Tuesday, 19 August 2014

Ex-Rabobank Employee Pleads Guilty in Libor-Rigging Probe

A former Rabobank Groep senior trader pleaded guilty in New York to conspiring to manipulate a benchmark interest rate tied to trillions of dollars of securities to benefit his trading positions, the U.S. said.
Paul Robson, who worked at Rabobank’s London office and made the bank’s yen Libor submissions, pleaded guilty to a single conspiracy count in Manhattan federal court yesterday, the Justice Department said in a statement. The ex-trader is scheduled to be sentenced in 2017, the U.S. said.
“Robson and his co-conspirators rigged the markets to ensure that their trades made money,” Assistant Attorney General Leslie Caldwell said in the statement. “The scope of the fraud was massive, but the scheme was simple.”
Investigators in Europe, the U.S. and Asia have been probing allegations that traders at the world’s biggest banks manipulated the London interbank offered rate and similar benchmarks by making false submissions.
The scandal has changed the way the rate
is managed and led to billions of dollars in fines. Rabobank, based in Utrecht, Netherlands, agreed to pay a $325 million penalty to resolve a probe by U.S. authorities.
Robson, of the U.K., is among three former Rabobank traders who were charged in January by the U.S. with engaging in a five-year scheme to manipulate yen Libor rates by making false submissions from about May 2006 to January 2011.

June Admission

The other men accused in the case are Paul Thompson of Australia and Tetsuya Motomura of Japan. Takayuki Yagami, a former Japanese yen derivatives trader for the Dutch bank, admitted in June to manipulating the benchmark.
Robson, also known as “Pookie,” will be permitted to return to live in the U.K. and travel abroad after paying a $500,000 bond, including $90,000 in cash, according to the court docket in the case. He’ll be required to check in weekly with the authorities via the Internet.
Robson sometimes referred to the submissions he made on behalf of his co-conspirators as “ridiculously high” and “obscenely high,” and acknowledged they would be out of line with the other submissions from other banks, prosecutors said.
Even small moves in the Libor fix could result in large swings in profit or losses from trades because traders often took large derivative positions, according to the indictment.
Robson’s lawyer, Justin Weddle of Brown Rudnick LLP in New York, didn’t immediately return a call yesterday seeking comment on the plea.

$360 Trillion

The Libor benchmark interest rate is used for more than $360 trillion of securities, including mortgages, credit cards, student loans and other consumer lending products.
The U.S. complaint includes excerpts of e-mails, instant messages and calls exchanged by the three defendants and recorded by the bank.
In one May 10, 2006, exchange, Robson said in an e-mail “it must be pretty embarrassing to set such a low libor. I was very embarrassed to set my 6 mth--but wanted to help thomo” -- what the U.S. says was a reference to Thompson.
In a May 19, 2006, e-mail, Thompson informed Robson that his net exposure for his three-month fixes was 125 billion yen and stated “sneak your 3 m libor down a cheeky 1 or 2 bp” because “it will make a bit of diff for me.” Robson responded that same day stating, “No prob mate I mark it low.”

‘Chunky Fixing’

In an Aug. 4, 2008, exchange, Motomura asked Robson, “Please set today’s 6mth LIBOR at 0.96 I have a chunky fixing.” In an Oct. 30, 2007, phone call that was recorded by the bank, Robson asked Motomura, “Do you want me to set anything for you?” to which Motomura replied that same day, “if it is lower, it’s better for me” asking for a “low 6’s please.”
Robson then caused Rabobank to submit a six-month yen Libor at 0.98 percent, three basis points lower than Rabobank’s submission the day before, moving it from the middle of the panel to the yen Libor panel’s second-lowest, the U.S. said.
The case is U.S. v. Robson, 14-cr-00272, U.S. District Court, Southern District of New York (Manhattan).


# [YOUR OBJECTIVE]
Look through the entries for the string "pedis", and copy each line that holds it.

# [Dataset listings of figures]
====================

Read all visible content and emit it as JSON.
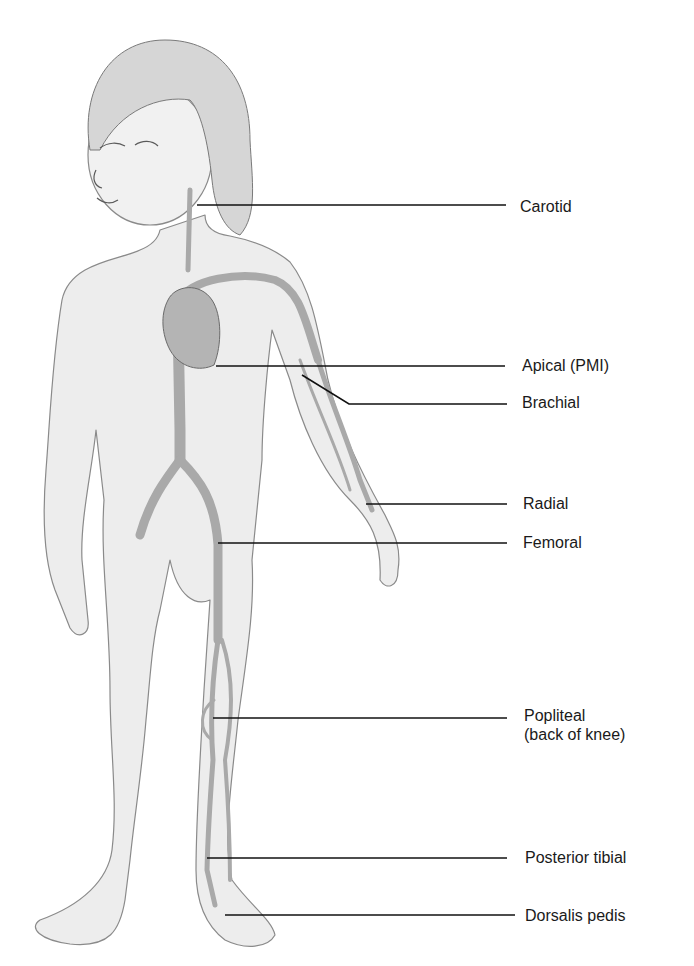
{
  "figure": {
    "colors": {
      "background": "#ffffff",
      "skin": "#ededed",
      "outline": "#8a8a8a",
      "vessel": "#a9a9a9",
      "heart": "#b4b4b4",
      "hair": "#d6d6d6",
      "leader": "#111111",
      "text": "#1a1a1a"
    }
  },
  "labels": [
    {
      "id": "carotid",
      "text": "Carotid",
      "text2": "",
      "x": 520,
      "y": 197,
      "line": [
        [
          197,
          205
        ],
        [
          506,
          205
        ]
      ]
    },
    {
      "id": "apical",
      "text": "Apical (PMI)",
      "text2": "",
      "x": 522,
      "y": 356,
      "line": [
        [
          216,
          366
        ],
        [
          505,
          366
        ]
      ]
    },
    {
      "id": "brachial",
      "text": "Brachial",
      "text2": "",
      "x": 522,
      "y": 393,
      "line": [
        [
          302,
          375
        ],
        [
          349,
          404
        ],
        [
          507,
          404
        ]
      ]
    },
    {
      "id": "radial",
      "text": "Radial",
      "text2": "",
      "x": 523,
      "y": 494,
      "line": [
        [
          366,
          504
        ],
        [
          507,
          504
        ]
      ]
    },
    {
      "id": "femoral",
      "text": "Femoral",
      "text2": "",
      "x": 523,
      "y": 533,
      "line": [
        [
          218,
          543
        ],
        [
          507,
          543
        ]
      ]
    },
    {
      "id": "popliteal",
      "text": "Popliteal",
      "text2": "(back of knee)",
      "x": 524,
      "y": 706,
      "line": [
        [
          213,
          718
        ],
        [
          507,
          718
        ]
      ]
    },
    {
      "id": "posterior-tibial",
      "text": "Posterior tibial",
      "text2": "",
      "x": 525,
      "y": 848,
      "line": [
        [
          207,
          858
        ],
        [
          507,
          858
        ]
      ]
    },
    {
      "id": "dorsalis-pedis",
      "text": "Dorsalis pedis",
      "text2": "",
      "x": 525,
      "y": 906,
      "line": [
        [
          225,
          915
        ],
        [
          515,
          915
        ]
      ]
    }
  ]
}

====================

# [EXERCISE SOLUTION]
      "id": "dorsalis-pedis",
      "text": "Dorsalis pedis",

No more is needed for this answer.